*DATASET ENTRIES:*
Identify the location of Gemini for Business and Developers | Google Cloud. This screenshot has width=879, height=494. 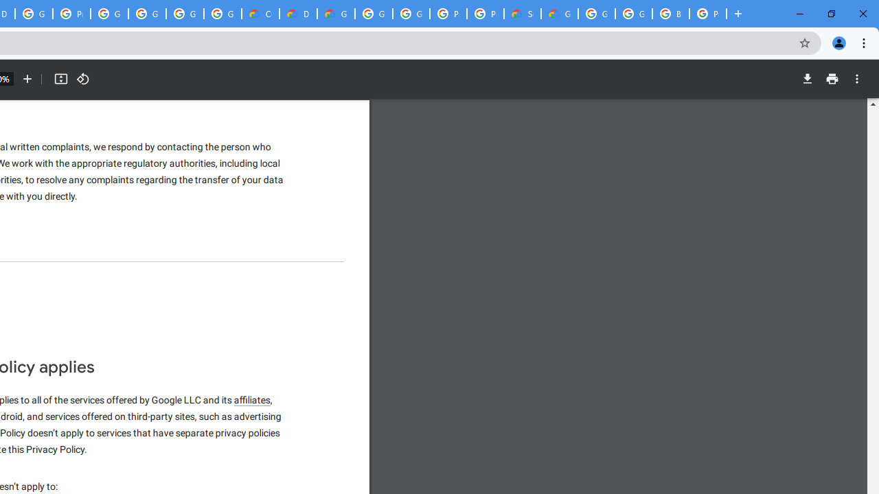
(336, 14).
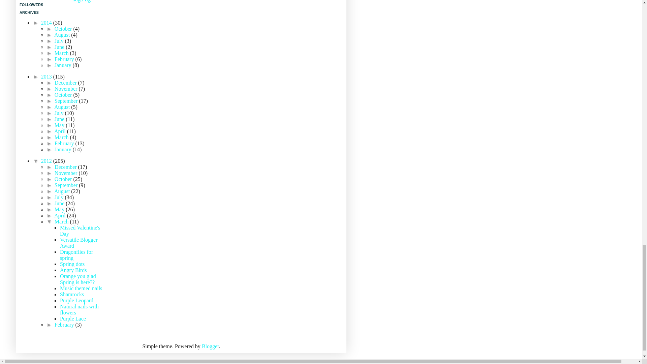 This screenshot has width=647, height=364. What do you see at coordinates (47, 23) in the screenshot?
I see `2014` at bounding box center [47, 23].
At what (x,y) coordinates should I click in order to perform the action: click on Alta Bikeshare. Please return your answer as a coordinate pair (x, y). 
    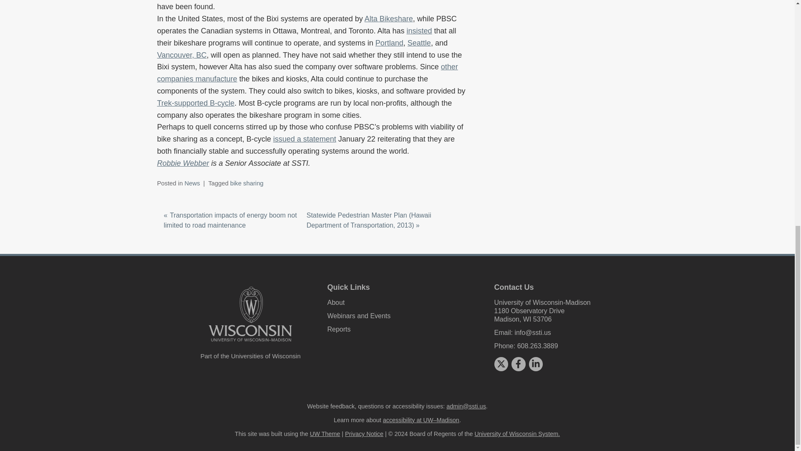
    Looking at the image, I should click on (389, 18).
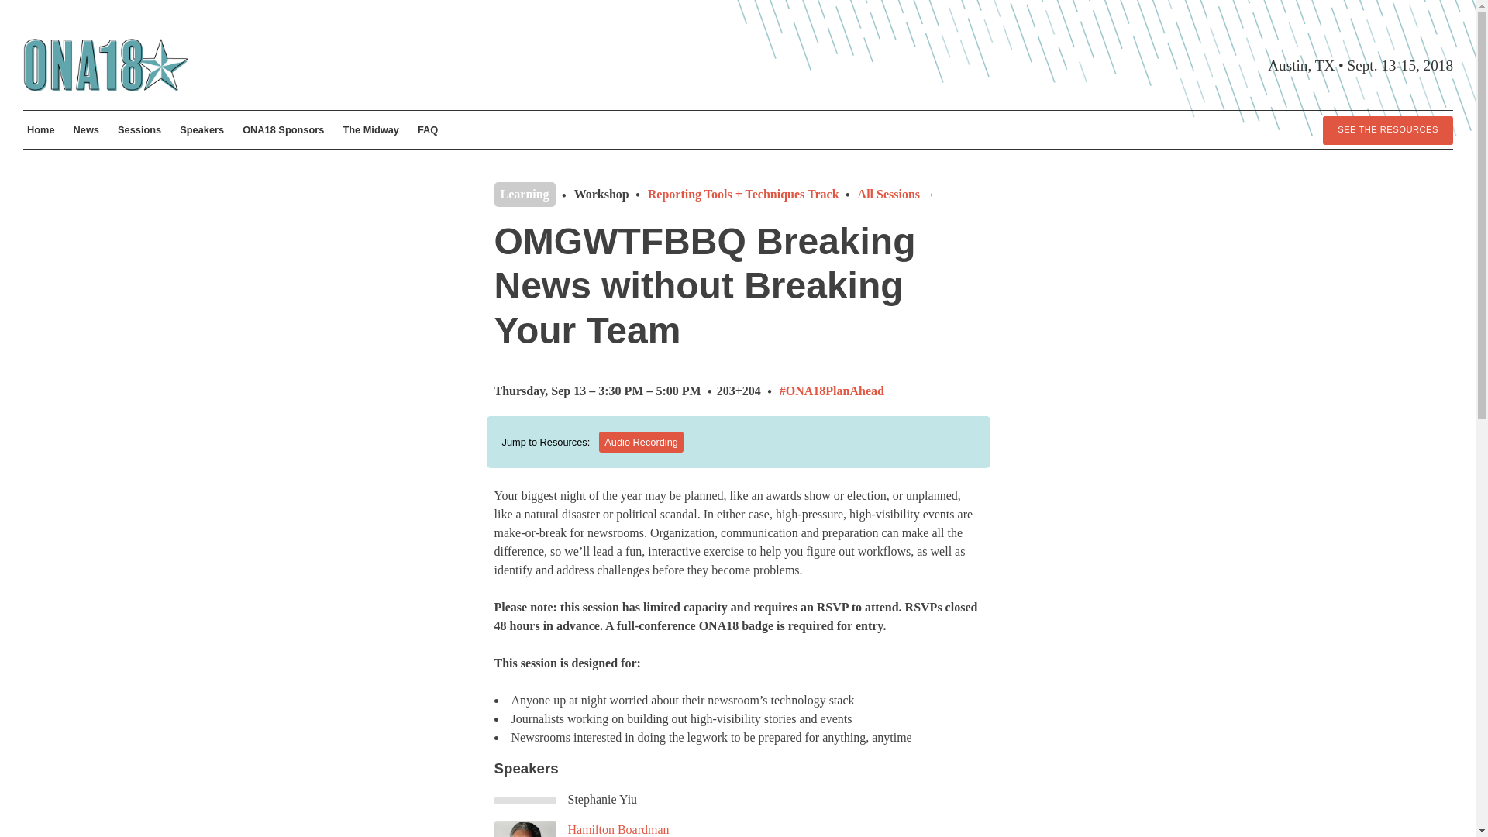 This screenshot has height=837, width=1488. I want to click on Hamilton Boardman, so click(617, 829).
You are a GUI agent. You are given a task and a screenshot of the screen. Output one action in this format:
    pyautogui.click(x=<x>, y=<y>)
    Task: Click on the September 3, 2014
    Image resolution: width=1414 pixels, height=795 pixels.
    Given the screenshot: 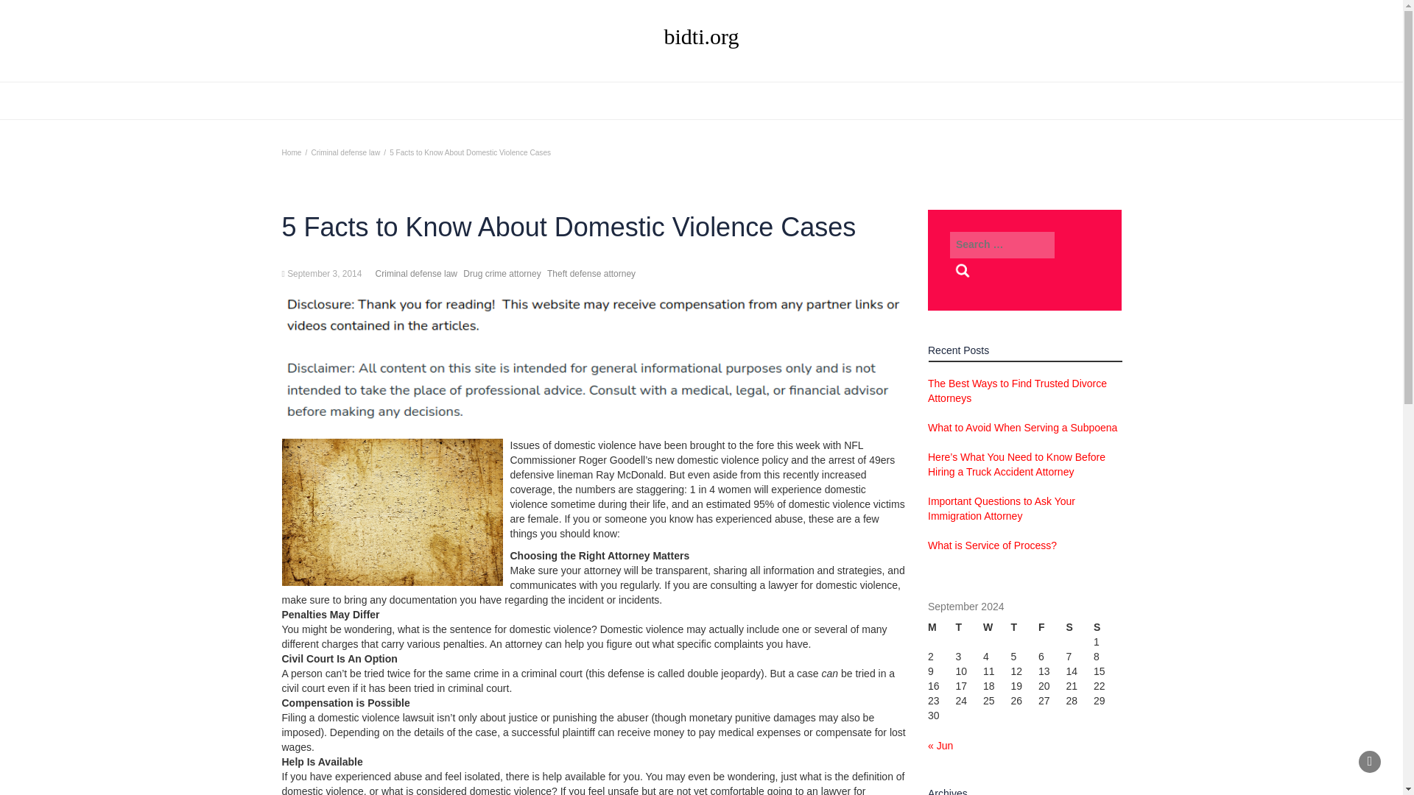 What is the action you would take?
    pyautogui.click(x=324, y=274)
    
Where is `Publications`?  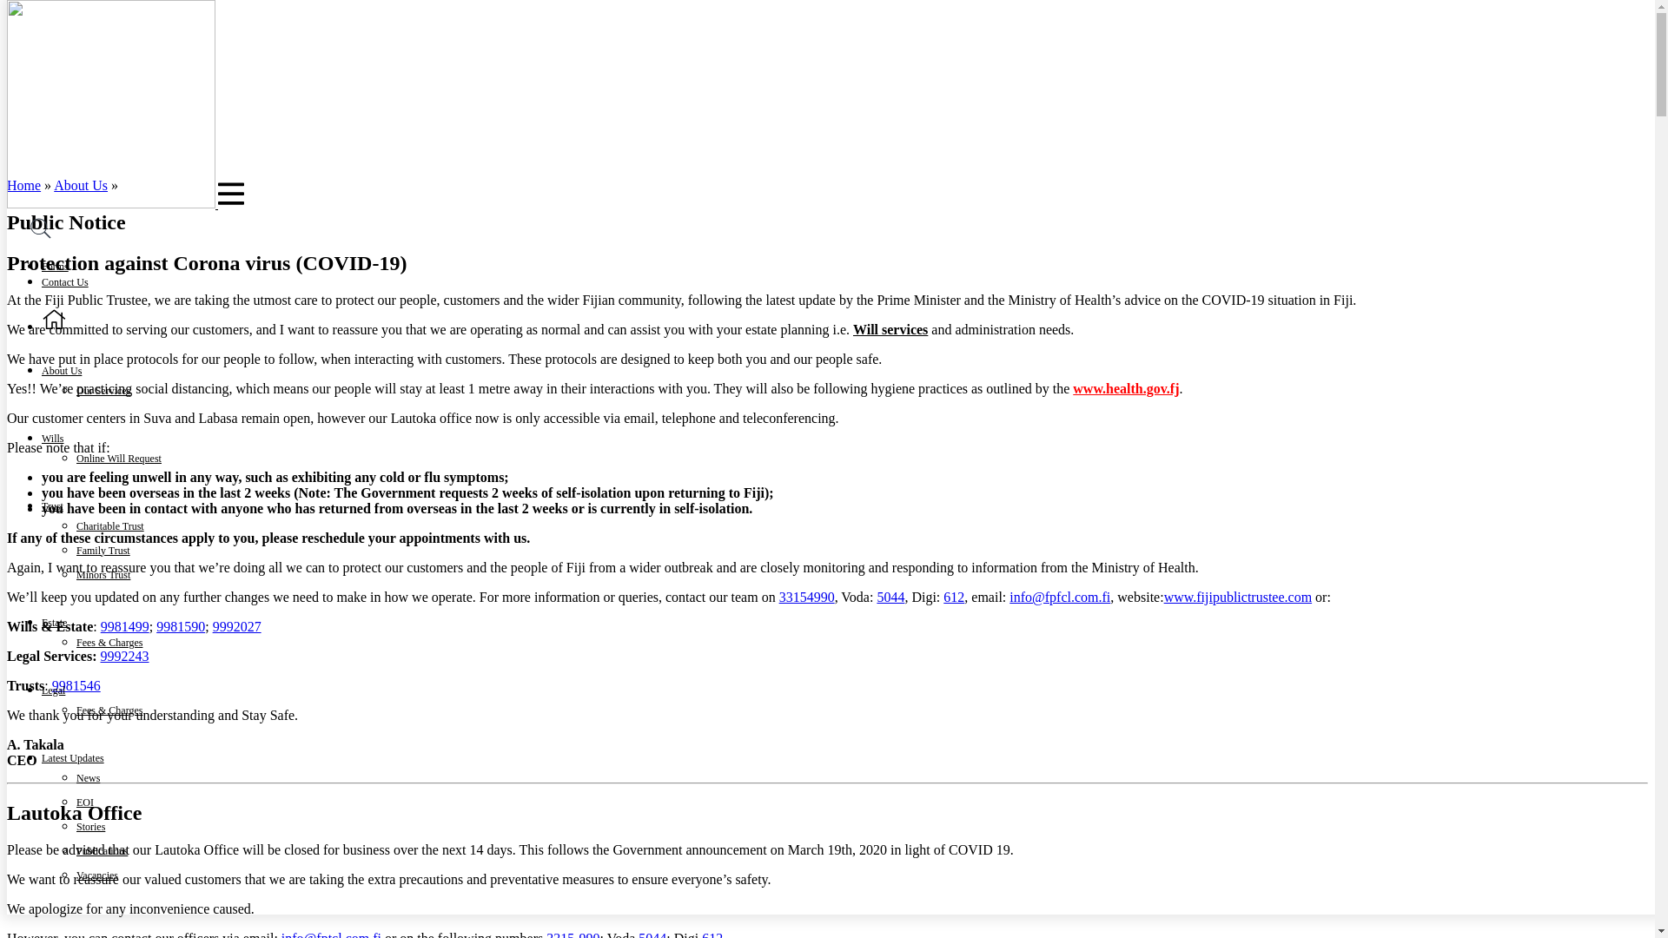 Publications is located at coordinates (103, 851).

*TASK OBJECTIVE:* Through the line containing "Image resolution: width=1414" and no further, restate the data above word for word from its first line, leaving out pictures.

*RESULT:*
Identify the location of Gemini for Business and Developers | Google Cloud. This screenshot has width=879, height=494. 
(336, 14).
 This screenshot has width=647, height=364. What do you see at coordinates (47, 23) in the screenshot?
I see `2014` at bounding box center [47, 23].
At what (x,y) coordinates should I click in order to perform the action: click on Alta Bikeshare. Please return your answer as a coordinate pair (x, y). 
    Looking at the image, I should click on (389, 18).
 This screenshot has height=837, width=1488. I want to click on Hamilton Boardman, so click(617, 829).
You are a GUI agent. You are given a task and a screenshot of the screen. Output one action in this format:
    pyautogui.click(x=<x>, y=<y>)
    Task: Click on the September 3, 2014
    Image resolution: width=1414 pixels, height=795 pixels.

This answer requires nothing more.